This Is AuburnElectronic Theses and Dissertations

Inverse Functional Modeling for Drug Dissolution Profiles: A Statistical Framework for Curve-Based Formulation Design

Date

2026-04-19

Author

Wang, Zheran

Type of Degree

PhD Dissertation

Department

Mathematics and Statistics

Abstract

This work establishes a statistically reliable framework for reverse engineering drug formulations from a target dissolution profile, formulated as an inverse functional problem. Dissolution profiles describe the rate at which a drug is released from a dosage form and serve as a primary \textit{in vitro} surrogate for product performance. Although regulatory evaluation commonly relies on scalar summaries such as the $f_2$ factor, dissolution behavior is inherently functional and reflects structured relationships between formulation variables and release dynamics. The reverse engineering problem is formulated as an inverse mapping from formulation predictors to curve-valued responses under sampling noise and model-form uncertainty. By representing dissolution profiles as continuous functions of time, the framework enables dimension reduction, regression modeling, and optimization based on the entire trajectory. Parametric models and functional approaches based on spline smoothing and functional principal component analysis are integrated within a unified curve-space optimization architecture, with a reference-anchored extension to stabilize inverse estimation. Applications to extended-release datasets demonstrate the behavior of the framework under real experimental conditions. To generalize beyond specific datasets, the framework is further evaluated through simulation studies spanning multiple mechanistic generating processes, including controlled structural misspecification. A formulation recovery error metric is introduced to assess inverse identification accuracy alongside curve-level discrepancy measures. The results characterize when parametric efficiency is achieved under structural alignment and when functional representations provide greater robustness under heterogeneity or model mismatch. Collectively, this work provides a regulatorily grounded and general framework for curve-based dissolution modeling and formulation design when the underlying release mechanism is uncertain.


→ **What is required**
Across the data, every line with the word "Above" counts once; state the total alone.

→ **Supplied material**
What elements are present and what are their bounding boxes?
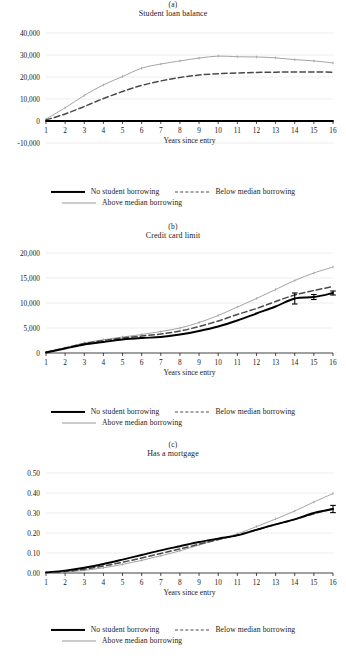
y-tick-label: 5,000	[24, 324, 41, 333]
legend-label-above-median-borrowing: Above median borrowing	[102, 417, 182, 428]
y-tick-label: -10,000	[18, 139, 41, 148]
panel-b-label: (b)	[0, 222, 346, 231]
x-tick-label: 1	[44, 578, 48, 587]
x-axis-label: Years since entry	[164, 588, 216, 597]
solid-gray-line-icon	[62, 636, 96, 646]
legend-label-below-median-borrowing: Below median borrowing	[215, 406, 295, 417]
y-tick-label: 40,000	[20, 29, 40, 38]
panel-c-label: (c)	[0, 440, 346, 449]
x-tick-label: 3	[82, 358, 86, 367]
x-tick-label: 7	[159, 358, 163, 367]
legend-label-below-median-borrowing: Below median borrowing	[215, 624, 295, 635]
x-tick-label: 8	[178, 126, 182, 135]
panel-c-plot: 0.000.100.200.300.400.501234567891011121…	[0, 459, 346, 622]
x-tick-label: 7	[159, 578, 163, 587]
x-tick-label: 9	[197, 578, 201, 587]
x-tick-label: 8	[178, 578, 182, 587]
series-line	[46, 509, 333, 573]
panel-a-legend: No student borrowing Below median borrow…	[0, 186, 346, 208]
y-tick-label: 10,000	[20, 299, 40, 308]
x-tick-label: 10	[215, 126, 223, 135]
series-line	[46, 287, 333, 353]
series-line	[46, 56, 333, 119]
legend-label-below-median-borrowing: Below median borrowing	[215, 186, 295, 197]
x-tick-label: 15	[310, 126, 318, 135]
panel-c-svg: 0.000.100.200.300.400.501234567891011121…	[0, 459, 346, 622]
dashed-line-icon	[175, 187, 209, 197]
legend-item-above-median-borrowing: Above median borrowing	[62, 635, 182, 646]
panel-b-legend: No student borrowing Below median borrow…	[0, 406, 346, 428]
x-tick-label: 3	[82, 578, 86, 587]
x-tick-label: 1	[44, 358, 48, 367]
panel-b-plot: 05,00010,00015,00020,0001234567891011121…	[0, 241, 346, 404]
dashed-line-icon	[175, 407, 209, 417]
x-tick-label: 16	[329, 578, 337, 587]
x-tick-label: 15	[310, 358, 318, 367]
series-line	[46, 509, 333, 572]
x-tick-label: 13	[272, 358, 280, 367]
y-tick-label: 20,000	[20, 249, 40, 258]
panel-student-loan-balance: (a) Student loan balance -10,000010,0002…	[0, 0, 346, 222]
x-tick-label: 14	[291, 578, 299, 587]
y-tick-label: 0	[36, 349, 40, 358]
dashed-line-icon	[175, 625, 209, 635]
x-tick-label: 3	[82, 126, 86, 135]
panel-a-svg: -10,000010,00020,00030,00040,00012345678…	[0, 19, 346, 184]
x-tick-label: 2	[63, 126, 67, 135]
y-tick-label: 30,000	[20, 51, 40, 60]
x-tick-label: 15	[310, 578, 318, 587]
solid-gray-line-icon	[62, 418, 96, 428]
y-tick-label: 0.30	[27, 509, 40, 518]
y-tick-label: 0.20	[27, 529, 40, 538]
y-tick-label: 0	[36, 117, 40, 126]
x-tick-label: 8	[178, 358, 182, 367]
legend-label-above-median-borrowing: Above median borrowing	[102, 635, 182, 646]
y-tick-label: 0.40	[27, 489, 40, 498]
legend-item-no-student-borrowing: No student borrowing	[51, 186, 160, 197]
x-tick-label: 14	[291, 358, 299, 367]
y-tick-label: 15,000	[20, 274, 40, 283]
legend-label-no-student-borrowing: No student borrowing	[91, 406, 160, 417]
legend-item-no-student-borrowing: No student borrowing	[51, 406, 160, 417]
x-tick-label: 12	[253, 358, 261, 367]
x-tick-label: 10	[215, 578, 223, 587]
x-tick-label: 2	[63, 578, 67, 587]
series-line	[46, 72, 333, 120]
x-tick-label: 11	[234, 578, 241, 587]
series-line	[46, 293, 333, 353]
y-tick-label: 0.50	[27, 469, 40, 478]
panel-a-title: Student loan balance	[0, 9, 346, 19]
panel-b-title: Credit card limit	[0, 231, 346, 241]
y-tick-label: 0.10	[27, 549, 40, 558]
y-tick-label: 10,000	[20, 95, 40, 104]
legend-label-no-student-borrowing: No student borrowing	[91, 624, 160, 635]
legend-item-above-median-borrowing: Above median borrowing	[62, 197, 182, 208]
solid-gray-line-icon	[62, 198, 96, 208]
x-tick-label: 16	[329, 358, 337, 367]
x-tick-label: 6	[140, 358, 144, 367]
x-tick-label: 9	[197, 358, 201, 367]
x-axis-label: Years since entry	[164, 368, 216, 377]
legend-item-below-median-borrowing: Below median borrowing	[175, 624, 295, 635]
panel-c-legend: No student borrowing Below median borrow…	[0, 624, 346, 646]
panel-has-a-mortgage: (c) Has a mortgage 0.000.100.200.300.400…	[0, 440, 346, 666]
x-tick-label: 5	[121, 126, 125, 135]
solid-black-line-icon	[51, 625, 85, 635]
x-tick-label: 11	[234, 358, 241, 367]
series-line	[46, 267, 333, 352]
x-tick-label: 5	[121, 358, 125, 367]
x-tick-label: 10	[215, 358, 223, 367]
x-tick-label: 13	[272, 126, 280, 135]
solid-black-line-icon	[51, 407, 85, 417]
panel-a-plot: -10,000010,00020,00030,00040,00012345678…	[0, 19, 346, 184]
legend-label-no-student-borrowing: No student borrowing	[91, 186, 160, 197]
x-tick-label: 12	[253, 126, 261, 135]
panel-b-svg: 05,00010,00015,00020,0001234567891011121…	[0, 241, 346, 404]
y-tick-label: 0.00	[27, 569, 40, 578]
x-tick-label: 4	[102, 578, 106, 587]
x-tick-label: 6	[140, 578, 144, 587]
x-tick-label: 11	[234, 126, 241, 135]
x-tick-label: 12	[253, 578, 261, 587]
x-tick-label: 14	[291, 126, 299, 135]
x-tick-label: 16	[329, 126, 337, 135]
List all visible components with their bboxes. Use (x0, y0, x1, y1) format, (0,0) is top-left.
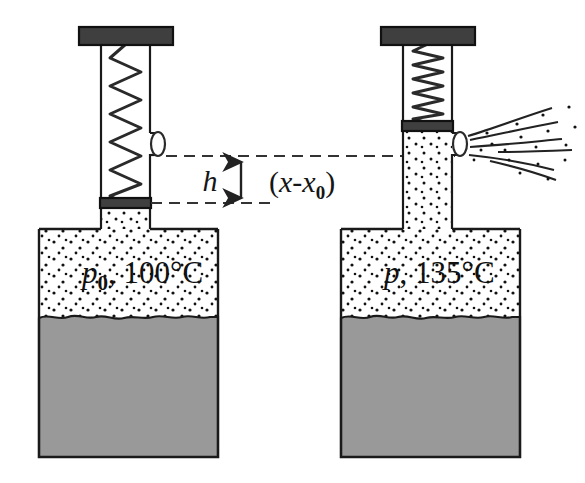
right-pressure-symbol: p (382, 255, 400, 290)
right-temperature-text: , (400, 255, 416, 290)
right-spring (413, 44, 443, 123)
left-liquid-region (39, 316, 218, 457)
height-label: h (203, 164, 218, 197)
left-cylinder-neck (101, 206, 150, 229)
left-temperature-value: 100°C (124, 255, 204, 290)
svg-text:(x-x0): (x-x0) (269, 165, 335, 203)
right-top-plate (381, 27, 475, 45)
left-spring (110, 44, 141, 204)
x0-symbol: x (301, 165, 316, 198)
paren-open: ( (269, 165, 279, 199)
left-pressure-symbol: p (80, 255, 98, 290)
x0-subscript: 0 (316, 182, 326, 203)
right-temperature-value: 135°C (415, 255, 495, 290)
vapor-jet (468, 105, 577, 180)
left-pressure-subscript: 0 (98, 271, 109, 295)
right-piston (402, 121, 453, 131)
left-top-plate (79, 27, 173, 45)
diagram-svg: h (x-x0) (0, 0, 585, 483)
minus-symbol: - (292, 165, 302, 198)
displacement-label: (x-x0) (269, 165, 335, 203)
left-valve-closed[interactable] (151, 132, 165, 156)
right-cylinder-neck (403, 130, 460, 229)
left-piston (100, 198, 151, 208)
right-apparatus (341, 27, 577, 457)
x-symbol: x (278, 165, 293, 198)
right-valve-open[interactable] (453, 132, 467, 156)
left-temperature-text: , (108, 255, 124, 290)
svg-text:p, 135°C: p, 135°C (382, 255, 495, 290)
paren-close: ) (325, 165, 335, 199)
right-vessel-label: p, 135°C (382, 255, 495, 290)
right-liquid-region (341, 316, 520, 457)
figure-canvas: h (x-x0) (0, 0, 585, 483)
left-apparatus (39, 27, 218, 457)
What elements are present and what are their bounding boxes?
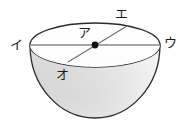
label-i: イ (10, 37, 23, 52)
hemisphere-diagram: ア イ ウ エ オ (0, 0, 189, 130)
label-e: エ (115, 6, 128, 21)
center-point-dot (92, 42, 99, 49)
label-u: ウ (164, 35, 177, 50)
label-o: オ (56, 67, 69, 82)
hemisphere-figure: ア イ ウ エ オ (0, 0, 189, 130)
label-a: ア (78, 25, 91, 40)
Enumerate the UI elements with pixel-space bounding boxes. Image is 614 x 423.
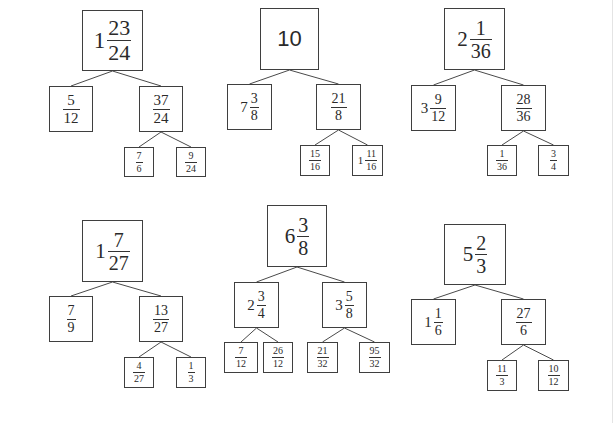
fraction: 924 <box>185 151 197 174</box>
numerator: 3 <box>250 92 259 106</box>
tree-edge <box>434 285 476 299</box>
whole-number: 10 <box>277 28 301 50</box>
tree-node-t5-right: 358 <box>322 282 367 328</box>
fraction: 9532 <box>369 346 381 369</box>
fraction: 1516 <box>309 149 321 172</box>
numerator: 21 <box>317 346 329 356</box>
fraction: 2612 <box>272 346 284 369</box>
tree-edge <box>315 130 339 145</box>
denominator: 6 <box>434 324 443 338</box>
number-value: 2836 <box>516 93 532 124</box>
fraction: 76 <box>136 151 143 174</box>
fraction: 276 <box>516 307 532 338</box>
number-value: 276 <box>516 307 532 338</box>
denominator: 24 <box>185 164 197 174</box>
fraction: 58 <box>345 290 354 321</box>
tree-edge <box>345 328 375 342</box>
fraction: 727 <box>108 230 130 273</box>
denominator: 4 <box>257 307 266 321</box>
numerator: 9 <box>434 93 443 107</box>
numerator: 23 <box>107 17 131 39</box>
denominator: 3 <box>188 374 195 384</box>
numerator: 28 <box>516 93 532 107</box>
number-value: 218 <box>331 92 347 123</box>
whole-part: 1 <box>95 241 106 262</box>
tree-edge <box>434 70 475 85</box>
denominator: 36 <box>516 110 532 124</box>
tree-node-t1-right: 3724 <box>139 86 183 132</box>
tree-node-t6-rr: 1012 <box>538 360 569 391</box>
tree-node-t3-root: 2136 <box>444 8 505 70</box>
number-value: 13 <box>188 361 195 384</box>
tree-node-t3-rl: 136 <box>487 145 517 176</box>
numerator: 3 <box>297 215 309 235</box>
number-value: 1012 <box>548 364 560 387</box>
tree-node-t3-rr: 34 <box>538 145 569 176</box>
tree-edge <box>297 267 345 282</box>
fraction: 1327 <box>153 304 169 335</box>
numerator: 4 <box>136 361 143 371</box>
fraction: 23 <box>475 233 487 276</box>
fraction: 113 <box>496 364 508 387</box>
numerator: 27 <box>516 307 532 321</box>
number-value: 12324 <box>94 17 132 64</box>
numerator: 21 <box>331 92 347 106</box>
tree-node-t2-rl: 1516 <box>300 145 330 176</box>
number-value: 3912 <box>421 93 447 124</box>
fraction: 79 <box>67 304 76 335</box>
number-value: 1516 <box>309 149 321 172</box>
tree-node-t3-right: 2836 <box>501 85 546 131</box>
fraction: 136 <box>470 18 492 61</box>
numerator: 5 <box>66 93 76 108</box>
tree-edge <box>161 132 191 147</box>
numerator: 11 <box>496 364 508 374</box>
number-value: 2612 <box>272 346 284 369</box>
numerator: 15 <box>309 149 321 159</box>
denominator: 36 <box>470 41 492 61</box>
tree-node-t2-root: 10 <box>260 8 319 70</box>
whole-part: 1 <box>424 315 432 330</box>
fraction: 427 <box>133 361 145 384</box>
denominator: 12 <box>430 110 446 124</box>
denominator: 3 <box>498 377 505 387</box>
fraction: 38 <box>250 92 259 123</box>
denominator: 8 <box>297 238 309 258</box>
tree-edge <box>290 70 339 84</box>
tree-node-t4-rr: 13 <box>176 357 206 388</box>
tree-node-t1-rr: 924 <box>176 147 206 177</box>
number-value: 76 <box>136 151 143 174</box>
tree-node-t5-root: 638 <box>267 205 327 267</box>
tree-edge <box>475 285 524 299</box>
fraction: 34 <box>257 290 266 321</box>
numerator: 95 <box>369 346 381 356</box>
numerator: 26 <box>272 346 284 356</box>
numerator: 1 <box>434 307 443 321</box>
numerator: 13 <box>153 304 169 318</box>
fraction: 512 <box>63 93 80 126</box>
fraction: 2836 <box>516 93 532 124</box>
tree-edge <box>502 345 524 360</box>
fraction: 34 <box>550 149 557 172</box>
tree-edge <box>257 267 298 282</box>
number-value: 1327 <box>153 304 169 335</box>
tree-edge <box>161 342 191 357</box>
numerator: 9 <box>188 151 195 161</box>
tree-edge <box>139 132 161 147</box>
denominator: 6 <box>136 164 143 174</box>
number-value: 34 <box>550 149 557 172</box>
tree-node-t1-root: 12324 <box>82 10 143 71</box>
tree-node-t4-root: 1727 <box>82 220 143 282</box>
numerator: 7 <box>67 304 76 318</box>
tree-node-t5-lr: 2612 <box>263 342 293 373</box>
denominator: 6 <box>519 324 528 338</box>
number-value: 523 <box>463 233 488 276</box>
tree-edge <box>524 345 554 360</box>
denominator: 32 <box>369 359 381 369</box>
tree-node-t6-right: 276 <box>501 299 546 345</box>
whole-part: 2 <box>247 298 255 313</box>
numerator: 1 <box>188 361 195 371</box>
numerator: 1 <box>475 18 487 38</box>
tree-node-t2-left: 738 <box>227 84 272 130</box>
denominator: 8 <box>345 307 354 321</box>
denominator: 27 <box>108 253 130 273</box>
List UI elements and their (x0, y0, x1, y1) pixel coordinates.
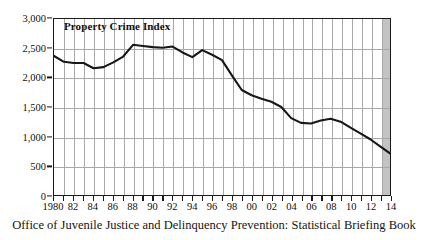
x-axis-tick-mark (242, 196, 243, 201)
x-axis-tick-mark (262, 196, 263, 201)
x-axis-tick-mark (391, 196, 392, 201)
x-axis-tick-label: 92 (167, 201, 178, 212)
x-axis-tick-mark (123, 196, 124, 201)
x-axis-tick-label: 98 (227, 201, 238, 212)
x-axis-tick-mark (222, 196, 223, 201)
x-axis-tick-mark (282, 196, 283, 201)
x-axis-tick-label: 88 (127, 201, 138, 212)
x-axis-tick-mark (73, 196, 74, 201)
x-axis-tick-mark (172, 196, 173, 201)
x-axis-tick-mark (182, 196, 183, 201)
x-axis-tick-mark (361, 196, 362, 201)
x-axis-tick-mark (252, 196, 253, 201)
x-axis-tick-label: 10 (346, 201, 357, 212)
x-axis-tick-mark (133, 196, 134, 201)
x-axis-tick-mark (331, 196, 332, 201)
x-axis-tick-label: 12 (366, 201, 377, 212)
x-axis-tick-mark (302, 196, 303, 201)
x-axis-tick-mark (113, 196, 114, 201)
x-axis-tick-label: 90 (147, 201, 158, 212)
x-axis-tick-label: 1980 (43, 201, 64, 212)
x-axis-tick-label: 08 (326, 201, 337, 212)
x-axis-tick-label: 82 (68, 201, 79, 212)
x-axis-tick-label: 06 (306, 201, 317, 212)
x-axis-tick-mark (53, 196, 54, 201)
x-axis-tick-mark (371, 196, 372, 201)
x-axis-tick-mark (202, 196, 203, 201)
x-axis-ticks: 19808284868890929496980002040608101214 (0, 0, 428, 240)
x-axis-tick-label: 94 (187, 201, 198, 212)
x-axis-tick-mark (292, 196, 293, 201)
x-axis-tick-label: 96 (207, 201, 218, 212)
x-axis-tick-mark (381, 196, 382, 201)
x-axis-tick-label: 04 (286, 201, 297, 212)
x-axis-tick-mark (232, 196, 233, 201)
x-axis-tick-mark (93, 196, 94, 201)
x-axis-tick-mark (162, 196, 163, 201)
x-axis-tick-label: 84 (88, 201, 99, 212)
x-axis-tick-mark (341, 196, 342, 201)
x-axis-tick-mark (272, 196, 273, 201)
x-axis-tick-label: 86 (107, 201, 118, 212)
x-axis-tick-mark (311, 196, 312, 201)
source-note: Office of Juvenile Justice and Delinquen… (0, 218, 428, 233)
x-axis-tick-mark (212, 196, 213, 201)
x-axis-tick-mark (83, 196, 84, 201)
x-axis-tick-mark (152, 196, 153, 201)
x-axis-tick-label: 00 (247, 201, 258, 212)
x-axis-tick-mark (103, 196, 104, 201)
x-axis-tick-mark (142, 196, 143, 201)
x-axis-tick-mark (351, 196, 352, 201)
x-axis-tick-label: 02 (266, 201, 277, 212)
chart-figure: 05001,0001,5002,0002,5003,000 Property C… (0, 0, 428, 240)
x-axis-tick-mark (192, 196, 193, 201)
x-axis-tick-label: 14 (386, 201, 397, 212)
x-axis-tick-mark (63, 196, 64, 201)
x-axis-tick-mark (321, 196, 322, 201)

→ **Answer to this problem**
4